ISSN (Print) - 0012-9976 | ISSN (Online) - 2349-8846

Articles by N C NarayananSubscribe to N C Narayanan

Confronting the Elephant in the Room

More than three decades of reforms in Kerala’s drinking water sector have neither resulted in greater decision-making autonomy nor improved the fi nancial status of public utility. In addition to stymying the devolution of responsibility to local bodies, reforms have critically unsettled the role of the state leading to erosion of institutional capacity in public utility. The greater prominence of non-state players combined with institutional denuding of the state points to an emergent crisis of democratic accountability in the governance of this sector.

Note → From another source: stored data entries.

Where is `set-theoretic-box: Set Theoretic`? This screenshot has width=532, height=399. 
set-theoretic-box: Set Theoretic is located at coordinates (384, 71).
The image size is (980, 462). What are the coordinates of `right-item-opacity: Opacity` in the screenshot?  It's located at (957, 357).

A Brief History of Blue Revolution 2.0

This paper maps out the key drivers, actors, and policies that have shaped the shrimp aquaculture industry in post-independence India. While the existing aquaculture regulations vilify the farmers for the industry’s socioecological disaster, this paper—through its analysis—shifts the liability to the multilateral consultancies and technical research institutions that were arbitrated by the postcolonial developmental state with the help of international aid under the guise of food security and alternate livelihoods while the shrimps were being exported.

Coastal Regulation Zone, 2018

A response to “Contested Coasts: The Draft CRZ Notification, 2018” by Preeta Dhar (EPW, 18 August 2018) seeks to buttress the original argument by presenting evidence from the fieldwork conducted in Pulicat, Tamil Nadu.

Designed to Falter

Laudable aims aside, the implementation of India's largest welfare programme, the Mahatma Gandhi National Rural Employment Guarantee Act, leaves much to be desired. Taking a close look at its functioning in three development blocks in Maharashtra in the last three financial years, this study emphasises that there is a serious lack of capacities in the agencies tasked with actualising the scheme. A partnership between local non-governmental organisation and educational institutions could offer a way out by bringing in transparency, accountability, and participation to strengthen local governance.

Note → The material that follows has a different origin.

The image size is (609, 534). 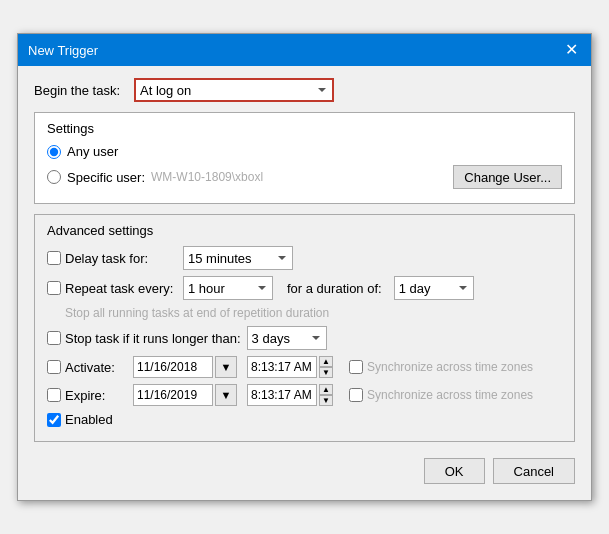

Rural Water Access: Governance and Contestation in a Semi-Arid Watershed in Udaipur, Rajasthan

A significant focus of policy in recent years has been to devolve decision-making and management of water systems to the community level. This paper is based on a study of a minor irrigation project in the semi-arid Udaipur district of Rajasthan, where the livelihoods of people in the watershed are dependent on canal water and there are serious inequalities in the distribution of water within and between villages. This study points to both the social and spatial dimensions of inequalities in access to water. It also focuses on governance arrangements and highlights inequalities that arise from the delegation of management of water systems to communities. These reflect the democratic deficit in local governance institutions and, in turn, the larger political economy.